Wonder Woman (1975) episode 8 offers a lot of bang for your buck, with plotlines and narrative twists building in a fashion not previously seen on the show.
“Isn’t it a pity we aren’t all on the same side?” – The Falcon
The explosive opening of Wonder Woman episode 8 (“The Pluto File”) sees a pair of scientists – Professor Otis Warren (Hayden Rorke) and Charles Benson (Albert Stratton) – putting on a demo for General Blankenship (Richard Eastham) and Major Steve Trevor (Lyle Waggoner) that showcases a technique they’ve developed for inducing earthquakes. The boffins reckon that this technique would be real handy outside of wartime for predicting and preventing natural disasters (they don’t elaborate how), but, seeing as it’s 1942, will just as well make for a weapon to use against the Axis.
However, as it generally happens in Wonder Woman (1975), the Nazis have already heard about this tippy-top American military-secret (codename: the Pluto project), and quite fancy getting their own hands on it. This time around the Nazis have hired a dashing British mercenary known as The Falcon (Robert Reed) to enter the U.S., and steal some documents on how all this earthquake inducing can be achieved. As ever, the first part of their plan is easily managed.
You’d really think the Amerians would be more cautious about these super-secret projects of theirs at this point. They had trouble with moles and enemy infiltration in episodes one, two, and four, they got their secret plane nicked in episode five, and they couldn’t keep their own defected Nazi close enough in episode seven. In any other show, the focus on, and the exaggeration of, this frequent series occurrence in Wonder Woman episode 8 would perhaps mark the logical conclusion to said characteristic, but I imagine it won’t be.
Once The Falcon has entered the U.S. then, and stolen the Pluto project files too, it’s revealed that: 1) Charles Benson (one of the American scientists) is also working for the Nazis, 2) The Falcon picked up the bubonic plague in India two weeks ago without knowing it (I’m not kidding), and 3) this gentleman-mercenary plans to use the Pluto project technique to jeopardise another totally secret American project known simply as ‘741’. This project 741 happens to be a nuclear reactor that, when put under strain, is likely to totally level the whole of Washington D.C. As this all unfolds, it’s never really clear whether this is what the Nazi plan has been all along, or if The Falcon is just making it up as he goes.
Due to this, Wonder Woman episode 8 seems a little delirious. The problems stack and stack and stack to previously unreached heights, with Wonder Woman (Lynda Carter) and Steve Trevor dealing with an infamous mercenary, stolen military documents, an outbreak of bubonic plague (I’m not kidding), the usual Nazi agents, a string of man-triggered earthquakes, and, ultimately, an oncoming nuclear meltdown. Any intention of being easy-to-follow is thoroughly abandoned, and a narrative that would ordinarily justify an entire sleepy ‘60s sci-fi show is shoved and squeezed into but fifty minutes of this one instead.
And, if Wonder Woman episode 8 didn’t already sound to you like one of those rattling rollercoasters that’s maybe going too fast, and could probably do with some maintenance, get a load of this bit of trivia: “The Pluto File” was aired on Christmas Day, 1976. Whoever in America was sitting down to watch this after a day of eating and drinking with their loved ones back in ‘76, I really don’t know. Although, perhaps Christmas-time telly wasn’t as big a deal in ‘70s US as I remember it being in noughties England.
To end on a less holiday-related and more serious note, the occasional concerned glance from Diana Prince, and the questions of clarification from Steve Rogers in Wonder Woman episode 8 do possibly allude to what this episode was really trying to get at – that, even in the 1940s, perhaps technology was getting out of hand. Controlling tectonic plates, and generating enough power to evaporate cities? That’s unnatural, greedy, and nothing good can ever come of it. Perhaps story writer Herb Bermann and series director Herb Wallerstein reckoned the telly-watching public of 1976 could do with that reminder, and the creatives of today are still producing media that attempts to grasp the ramifications of such pursuits, like Godzilla Minus One (2023) and Oppenheimer (2023), for example.
Unfortunately, these worried looks and disbelieving questions from Diana and Steve aren’t centred in the episode quite like the escalating story beats and so this could, of course, be a misinterpretation on my part.
Episode 8 of Wonder Woman (1975) is now available to watch on digital and on demand.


## [ACTIVITY]
Repeat, line for line, the entries below from the first line to the line containing "Task: Click on the span: Statutory lien", counting both ends.

Segment Open

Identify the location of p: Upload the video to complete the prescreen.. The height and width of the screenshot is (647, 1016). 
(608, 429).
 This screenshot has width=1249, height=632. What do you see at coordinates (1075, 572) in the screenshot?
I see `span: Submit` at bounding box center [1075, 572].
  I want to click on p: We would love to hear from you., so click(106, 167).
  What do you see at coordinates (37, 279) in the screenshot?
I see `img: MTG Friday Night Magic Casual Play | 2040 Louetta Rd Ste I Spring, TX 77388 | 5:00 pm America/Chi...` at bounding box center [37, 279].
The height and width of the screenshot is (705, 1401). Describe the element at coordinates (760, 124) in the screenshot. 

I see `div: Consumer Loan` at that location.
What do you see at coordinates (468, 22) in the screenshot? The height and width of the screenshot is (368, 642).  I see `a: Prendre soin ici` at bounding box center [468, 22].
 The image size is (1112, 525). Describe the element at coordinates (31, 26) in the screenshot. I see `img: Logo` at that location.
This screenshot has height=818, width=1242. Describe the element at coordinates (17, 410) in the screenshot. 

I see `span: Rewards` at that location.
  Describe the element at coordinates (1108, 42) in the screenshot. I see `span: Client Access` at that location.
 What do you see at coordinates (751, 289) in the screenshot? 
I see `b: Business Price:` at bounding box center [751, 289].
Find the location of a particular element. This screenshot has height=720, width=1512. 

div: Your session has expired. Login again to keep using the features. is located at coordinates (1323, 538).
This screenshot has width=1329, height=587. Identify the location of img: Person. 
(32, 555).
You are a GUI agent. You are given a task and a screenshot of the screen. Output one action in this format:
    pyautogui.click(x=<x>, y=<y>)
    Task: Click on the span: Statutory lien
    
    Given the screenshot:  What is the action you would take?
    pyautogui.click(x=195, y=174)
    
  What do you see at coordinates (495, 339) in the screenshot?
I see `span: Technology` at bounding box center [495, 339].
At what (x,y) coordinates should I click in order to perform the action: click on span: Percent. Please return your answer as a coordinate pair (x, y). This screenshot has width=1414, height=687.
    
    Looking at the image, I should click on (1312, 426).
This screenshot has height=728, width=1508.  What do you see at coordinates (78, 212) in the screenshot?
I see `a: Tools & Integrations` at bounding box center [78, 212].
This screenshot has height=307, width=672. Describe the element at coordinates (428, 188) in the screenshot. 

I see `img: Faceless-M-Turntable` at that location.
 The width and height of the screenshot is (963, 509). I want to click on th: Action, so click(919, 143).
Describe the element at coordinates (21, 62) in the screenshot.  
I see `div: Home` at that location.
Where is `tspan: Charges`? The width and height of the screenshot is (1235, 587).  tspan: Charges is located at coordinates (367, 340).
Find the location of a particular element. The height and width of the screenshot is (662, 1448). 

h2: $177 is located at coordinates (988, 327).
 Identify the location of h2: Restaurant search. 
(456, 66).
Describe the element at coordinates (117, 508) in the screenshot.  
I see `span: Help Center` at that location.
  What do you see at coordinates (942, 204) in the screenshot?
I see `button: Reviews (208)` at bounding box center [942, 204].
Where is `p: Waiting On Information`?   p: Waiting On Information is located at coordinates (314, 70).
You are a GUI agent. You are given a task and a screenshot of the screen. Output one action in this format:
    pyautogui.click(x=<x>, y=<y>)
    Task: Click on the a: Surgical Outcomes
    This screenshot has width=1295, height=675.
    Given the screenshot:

Segment Closed

## [SOLUTION BELOW]
Identify the location of p: Upload the video to complete the prescreen.. The height and width of the screenshot is (647, 1016). 
(608, 429).
 This screenshot has width=1249, height=632. What do you see at coordinates (1075, 572) in the screenshot?
I see `span: Submit` at bounding box center [1075, 572].
  I want to click on p: We would love to hear from you., so click(106, 167).
  What do you see at coordinates (37, 279) in the screenshot?
I see `img: MTG Friday Night Magic Casual Play | 2040 Louetta Rd Ste I Spring, TX 77388 | 5:00 pm America/Chi...` at bounding box center [37, 279].
The height and width of the screenshot is (705, 1401). Describe the element at coordinates (760, 124) in the screenshot. 

I see `div: Consumer Loan` at that location.
What do you see at coordinates (468, 22) in the screenshot? The height and width of the screenshot is (368, 642).  I see `a: Prendre soin ici` at bounding box center [468, 22].
 The image size is (1112, 525). Describe the element at coordinates (31, 26) in the screenshot. I see `img: Logo` at that location.
This screenshot has height=818, width=1242. Describe the element at coordinates (17, 410) in the screenshot. 

I see `span: Rewards` at that location.
  Describe the element at coordinates (1108, 42) in the screenshot. I see `span: Client Access` at that location.
 What do you see at coordinates (751, 289) in the screenshot? 
I see `b: Business Price:` at bounding box center [751, 289].
Find the location of a particular element. This screenshot has height=720, width=1512. 

div: Your session has expired. Login again to keep using the features. is located at coordinates (1323, 538).
This screenshot has width=1329, height=587. Identify the location of img: Person. 
(32, 555).
You are a GUI agent. You are given a task and a screenshot of the screen. Output one action in this format:
    pyautogui.click(x=<x>, y=<y>)
    Task: Click on the span: Statutory lien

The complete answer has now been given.